Having grown up in the wholly white world of the rural, small-town Midwest, I hadn’t yet been introduced to the idea of race. It was an era in which young children remained guileless much longer than they do today. It was a time when the only other skin color on TV were the “redmen” in many Westerns, usually played by white men. 

With a bow to Immanuel Kant, is it possible that I couldn’t experience Hank Aaron in racial terms for lack of an a priori mental category of “race” within which to frame him. Brown v. Board of Education had already shaken society in 1954, but it wasn’t on the mind of a young boy walking along the railroad tracks with dreams of becoming a major league ballplayer.

I would enter the racialized world two years later when my family pulled up stakes and moved to Washington Court House, Ohio. The summer of 1959 proved to be very different in two respects. Sadly, the Braves lost to the Dodgers in the National League playoff series despite Hank Aaron playing in every game that year and hitting .355 with 39 home runs and 123 RBIs.  And the public community swimming pool in my new town was segregated — No Blacks allowed. It also marked the first time I heard the “N-word.” Was there something in the water?

I muse on these memories as I approach the end of a long career in human services, largely spent in agencies that served African-American families, individuals, and communities. How did I get there? At the same time, the country is going through yet another reckoning with the wages of the racism that resides at the dark heart of the American experience. How do we get out of here? We would do well to reflect on the life of Hank Aaron. He had a hammer and he swung it all over this land.

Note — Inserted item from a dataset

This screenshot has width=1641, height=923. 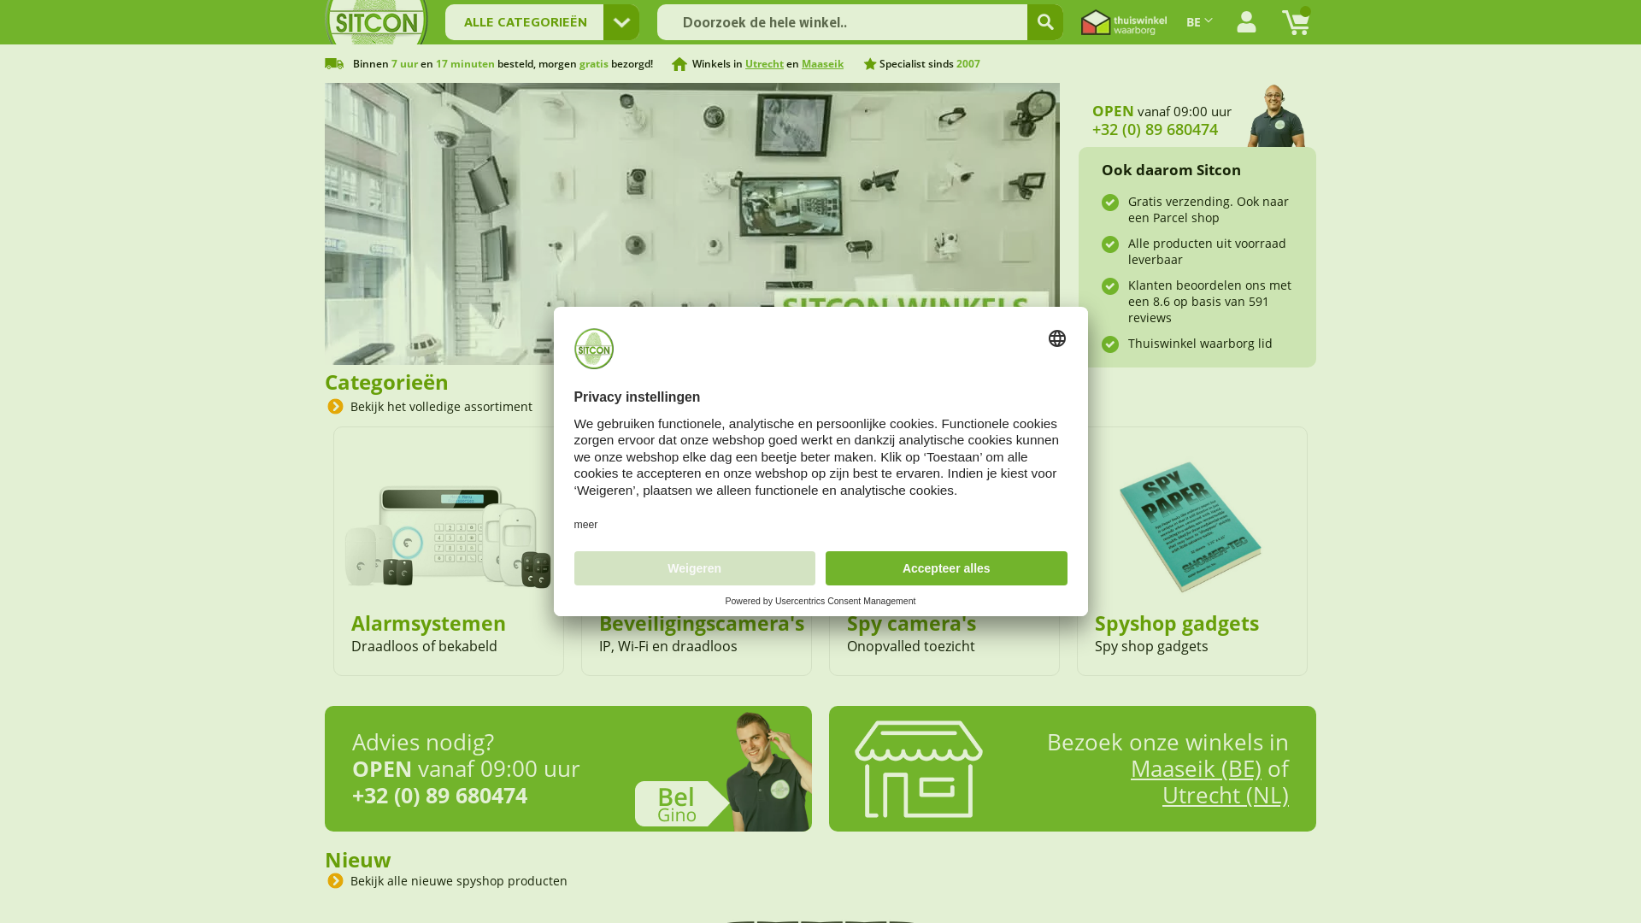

— Bob Feikema lived in Monroe from 1957-59 and attended St. Victor’s school. He was born in Green Bay with family continuously living throughout the area. “I consider Wisconsin to be my home state. It’s where I learned to breathe. It’s always worth noting how even a relatively brief time in a place can have a long-lasting impact on a person.” He is currently the President and CEO of Family Services in Winston-Salem, North Carolina.